Free cash flow outlook:

·         We aim for free cash flow to constitute a meaningful portion of each position’s prospective return except in certain cases, such as a company spending against high-return growth opportunities.

Long-term catalysts:  

·         We look for potential positive catalysts that lie beyond most market participants’ investment horizons.

·         Examples of these include accretive external growth, an acquisition of the company, incremental organic growth (such as new markets, new products, and/or pricing opportunities), margin expansion, and balance sheet optimization.

Private market value:

·         We seek to buy at a discount to our estimate of what a well-capitalized strategic or financial investor might pay for the entire company.

 

(c) Managerially-aligned

 

Managerial alignment:

·         We seek managers and employees who think and act like owners (that is, who operate leanly and reinvest wisely).

·         We often like to see shrinking share counts from stock repurchase programs.


Investing Framework #2: LGF’s Four-Step Pattern


As per our 2018 annual letter, LGF seeks to invest in businesses that fit our Four-Step Pattern framework, which describes the conditions required for a company to grow significantly larger and generate meaningful profits for its owners over years and even decades.


Step #1) Start with a company whose sales opportunity is large relative to its current sales and also large in absolute terms.

  • Investing is always about the future rather than the past—and future corporate giants tend to begin life in one of the following situations:

    • Small market share in an existing large market (e.g., McDonald’s and food or Priceline and travel)

    • Large market share in a new, small market that becomes large (e.g., Apple and smartphones or Monster and energy drinks)


Step #2) In order to scale into its opportunity, our plucky company must offer a sustainably competitively-advantaged product that customers love—or, at least, a product that customers feel economically compelled to pay for because of a characteristic like limited alternatives (e.g., Comcast) or high switching costs (e.g., Oracle…or also Comcast).

  • LGF defines a competitively-advantaged product as one that offers customers value that is either:

    • Sustainably greater than the value offered by competitive products (e.g., Google search), or…

    • Similar to the value offered by competitive products but at a sustainably lower cost (e.g., Walmart)

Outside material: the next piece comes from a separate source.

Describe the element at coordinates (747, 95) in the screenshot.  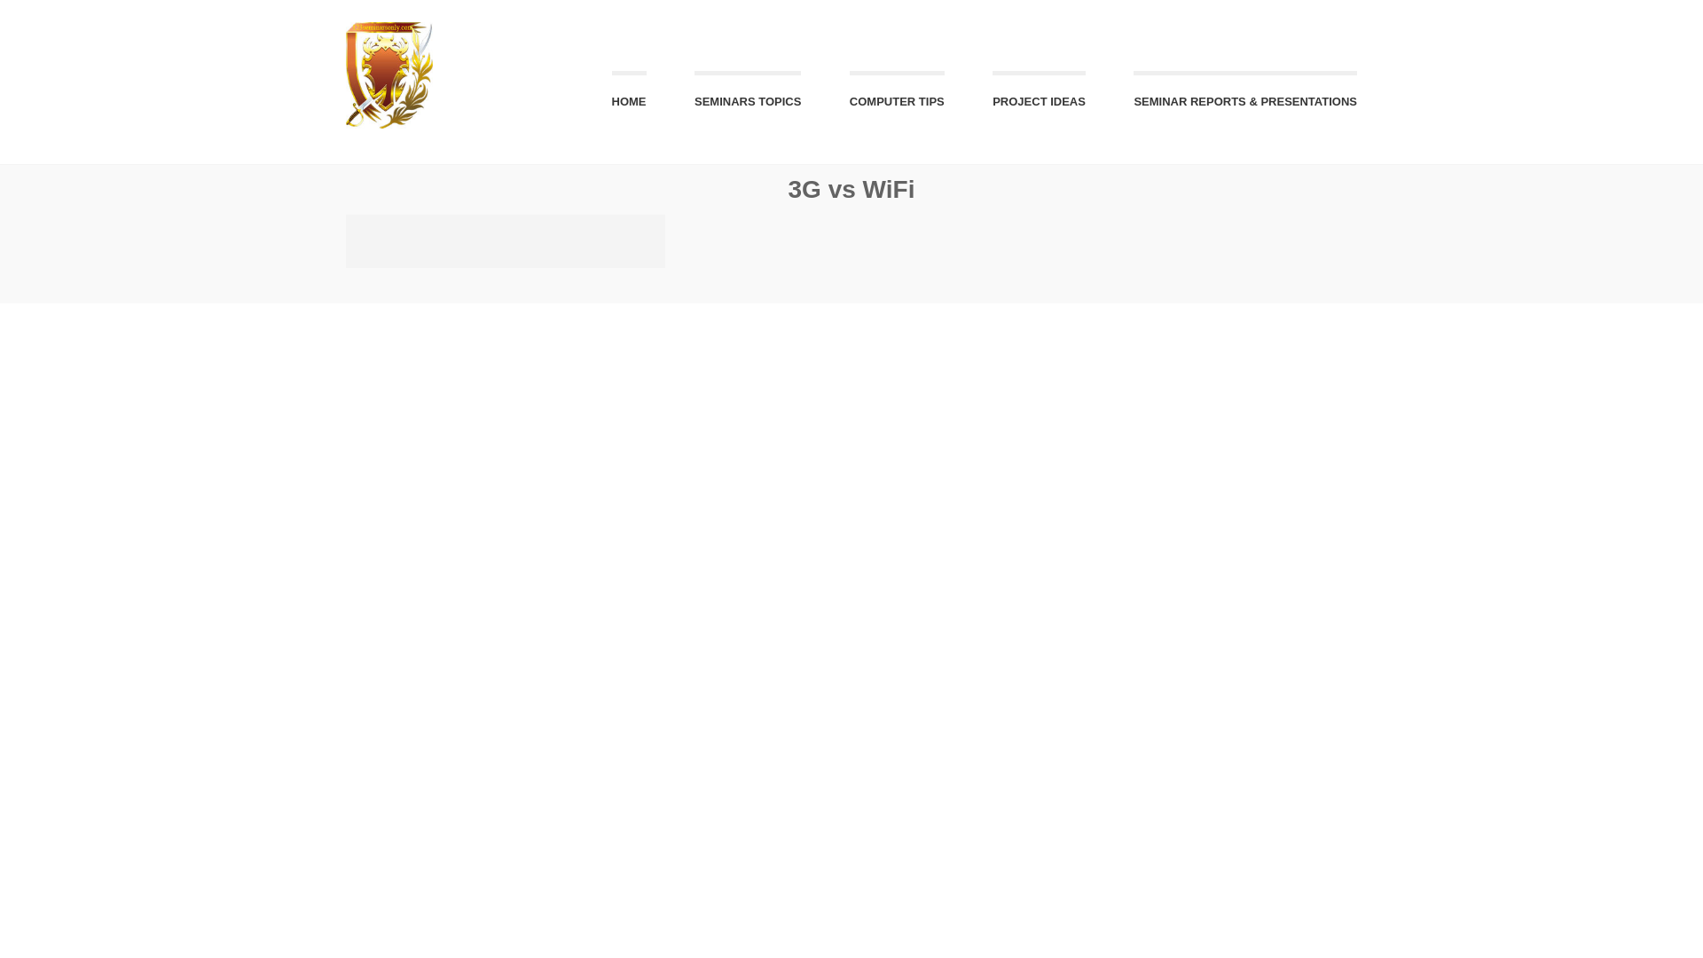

Step #3) In addition to a large sales opportunity and competitive advantages, our company’s process of scaling into its opportunity must be economical. That is, in financial terms its process of fulfilling its potential must occur at an attractive return on incremental invested capital.

  • “Attractive return on incremental invested capital” sounds complicated—but all it refers to is incremental earnings per incremental dollar of investment.

    • If a company can sustainably increase what it earns on its incremental investments, it can sustainably grow its earnings at a higher rate.

    • The most valuable companies are those than can grow earnings swiftly while also generating more cash flow than they can profitably reinvest. As such companies grow, their excess cash flow can be put to other potentially value-enhancing uses like acquisitions, share repurchases, debt reduction, and dividends.

    • Lofty returns do not mean infinitely fast growth. The earnings growth of companies with superior returns on incremental invested capital (e.g., VISA), if not limited by investment dollars, will be limited by some other factor, such as customer adoption or market size.


Step #4) Last, once our company in question reaches its maximum potential, we would prefer for its sales and profits to then be sustainable into the foreseeable future--rather than see it all retreat back to the primordial goo from whence it came.

  • In other words, we want investments that lead to significant capital gains over time and then we want to keep those capital gains.

  • For this reason we prefer companies with sustainable competitive positions in sustainable industries (e.g., Boeing) to companies whose competitive positions or markets have the potential to shrink due to forces like technological innovation (e.g., Exxon Mobil) or a change in consumer preferences (e.g., Coca Cola).